From the author of Nightwood, Djuna Barnes has written a book that is all that she was, and must still be vulgar, beautiful, defiant, witty, poetic, and a little mad.

Told as through a kaleidoscope, the chronicle of the Ryder family is a bawdy tale of eccentricity and anarchy; through sparkling detours and pastiche, cult author Djuna Barnes spins an audacious, intricate story of sexuality, power, and praxis.

Ryder, like its namesake, Wendell Ryder, is many things-lyric, prose, fable, illustration; protagonist, bastard, bohemian, polygamist. Born in the 1800s to infamous nonconformist Sophia Grieve Ryder, Wendell's search for identity takes him from Connecticut to England to multifarious digressions on morality, tradition, and gender.
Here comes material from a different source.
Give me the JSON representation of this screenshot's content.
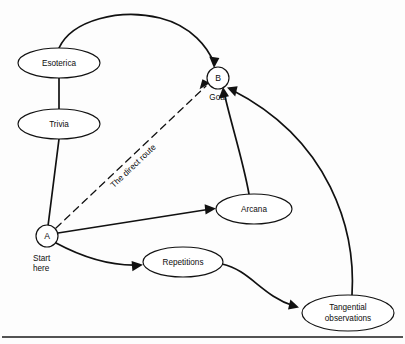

Censored upon its first release in 1928, Ryder's portrayal of sexuality remains revolutionary despite the passing of time and the expurgations in the text, preserved by Barnes in protest of the war "blindly raged against the written word." The weight of Wendell's story endures despite this censorship, as his drive to assume the masculine roles of patriarch and protector comes at the sacrifice of the women around him.

A vanguard modernist, Djuna Barnes has been called the patron literary saint of Bohemia, and her second novel, Ryder, evinces her cutting wit and originality. The nonlinear structure and polyphonic narration pull the reader into Barnes' harlequin world like a riptide, echoing the melodic cascade of James Joyce's Ulysses and the avant-garde feminism of Dorothy Richardson. The novel is a rhapsodic saga that could have come only from Barnes' pen--and politics--as impactful today upon at its first pressing, a document of sexual revolution and censorship.